Pyrel - an open-source rewrite of the Angband roguelike game in Python.
Oh man, I'd forgotten about that explanation. Yeah, it's a great "intuitive" way to think about relativistic motion. You're moving at a constant rate through 4D space-time; the rate at which time passes (your speed along the time axis) is greatest when you're sitting still, but as you increase your speed in 3D space, your speed in time decreases. Easier to think about with 2D space and time, since you can imagine your velocity as being on the position of a hemisphere. When X and Y velocities are 0, T velocity is 1; when sqrt(X^2 + y^2) is 1, then T velocity is 0 (you're traveling at the speed of light). Because of the way square roots work, you can get going pretty quickly from a classical perspective along X and Y before T starts to fall off noticeably (i.e. the hemisphere is locally flat).
Pyrel - an open-source rewrite of the Angband roguelike game in Python.
No.
It's been a long time since I did special relativity, but it's filled with these kinds of word problems. The short version is that at relativistic speeds, things get noticeably dilated and contracted -- the rate at which time passes, the size of the object that is moving, the amount of mass it has, etc. all depend on how fast it's going (in fact this is true at any speed, but the factor is negligible unless your speed is a significant fraction of c). And the math works out so that two objects on a head-on collision, each travelling at .99c from a "stationary" perspective, will each appear from the other's perspective to be traveling at .9999c or the like.
I know this is unsatisfying, so with any luck someone who remembers relativity better will give a more thorough answer.
Pyrel - an open-source rewrite of the Angband roguelike game in Python.

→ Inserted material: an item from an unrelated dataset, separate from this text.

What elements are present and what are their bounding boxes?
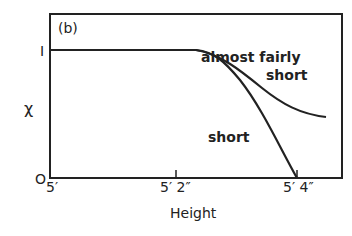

Racism has similar problems as the "political correctness" movement, yes. In any event my original point wasn't necessarily that FODA was being racist as that he sounded racist -- it was an invitation for him to clarify what he meant in a clearly non-offensive manner (or to reinforce that he really did mean what he seemed to be saying...).
This is tricky to define cleanly; I'm not going to say I have a sufficiently legalistic definition to pass the infamously pedantic bar we set around here. But I'd say that a racist comment, at least as far as I'm concerned, is one that makes a negative and subjective value judgement based on race. So saying that Africans are generally poor is not racist because it's not subjective. Saying that Africans are generally greedy is subjective, and greed is usually a negative quality.
Because it's objective, though I admit I didn't cite sources. European colonialism really messed up African politics, in large part through making arbitrary border distinctions that ignored the existing tribal framework. You try telling two tribes who hate each other "Okay, you're a nation now, play nice," and then handing power to the leader of one of those tribes when you leave. And don't forget about the slave trade; sure it was an existing institution when the Europeans arrived, but they increased demand massively.
(Yes, this could be interpreted as a racist comment according to your standards. Not a single living person today is responsible for colonialism, and even back then not every person was responsible for that either. In fact, only a minority of Europeans engaged in colonialism. Yet you are putting them all together under the same category and assigning global responsibility to them all based solely on where they lived.)
I'm not saying that Europeans living today have any responsibility for what happened in Africa; just saying that Africans living today aren't wholly responsible either. Of course they aren't all entirely free of blame (those perpetuating the bad system are performing bad actions) and they get the responsibility of fixing the mess.
Pyrel - an open-source rewrite of the Angband roguelike game in Python.